Friday, February 20, 2015

Thoughts On Why I'm Doing Film and/or Writing

With all of the twists and turns my life has gone through recently, I started re-evaluating what it was about film making or novel writing that makes me want to be involved in it. I mean I can watch movies and read books and evaluate and appreciate the nuances and subtleties of each form and each piece without devoting time to creating new content. Additionally I’m not going to count on or pine for clawing my way into the blockbuster/tent pole arena that seems like a natural ‘pipe dream’ of an aspirant film maker. So why do it?
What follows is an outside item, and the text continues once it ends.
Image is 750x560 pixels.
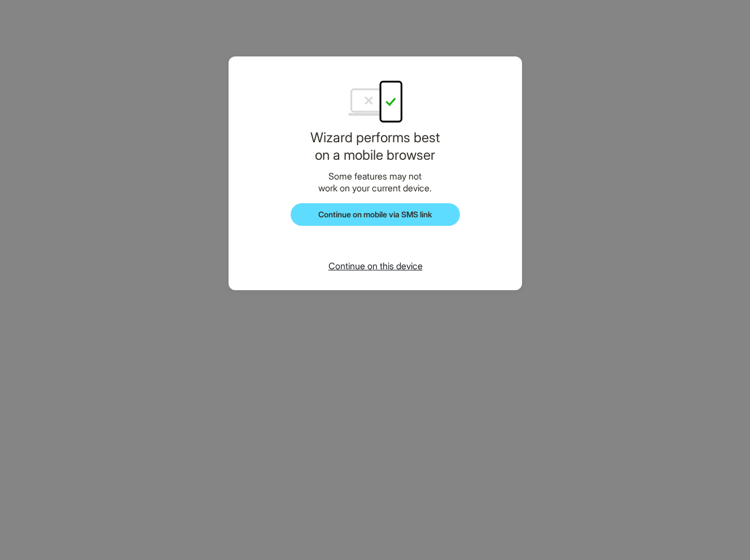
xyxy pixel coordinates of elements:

I’ve thought a lot about this from a philosophical and a personal satisfaction viewpoint. I’ve been writing off and on for over 20 years and actively expanding my knowledge and participation in film making for the past five. Both activities have elements that are solitary and elements that are social. Writing is solitary, reading is solitary, being on-set is social, showing a film is either social or solitary, interacting with people who have read your stuff or seen your film is social.

Without going too deeply into a personal philosophical treatise on external motivation, self-awareness, the indoctrination of cultural norms and how these affect the relationship of the individual to society, mediated reality, and the question of free-will, I can say that I get a great deal of personal satisfaction creating stories and characters and settings and scenarios and would do this even if I were alone on an island (or space station) for the rest of my life. But I also enjoy the social aspects of debate and feedback and egoboo (ego boost) of others appreciating that you’ve done something well or at least in a way that made the experience fun for the group.

I also am a geek that likes to learn about, study, replicate and tinker with hardware, software, and techniques used in writing and film making.

So that’s what I’m going to do. I’m going to try to tell some good stories in an interesting way and work with fun people to create stuff we can all be happy about. And if that makes money or becomes a full-time endeavor, that’s OK too.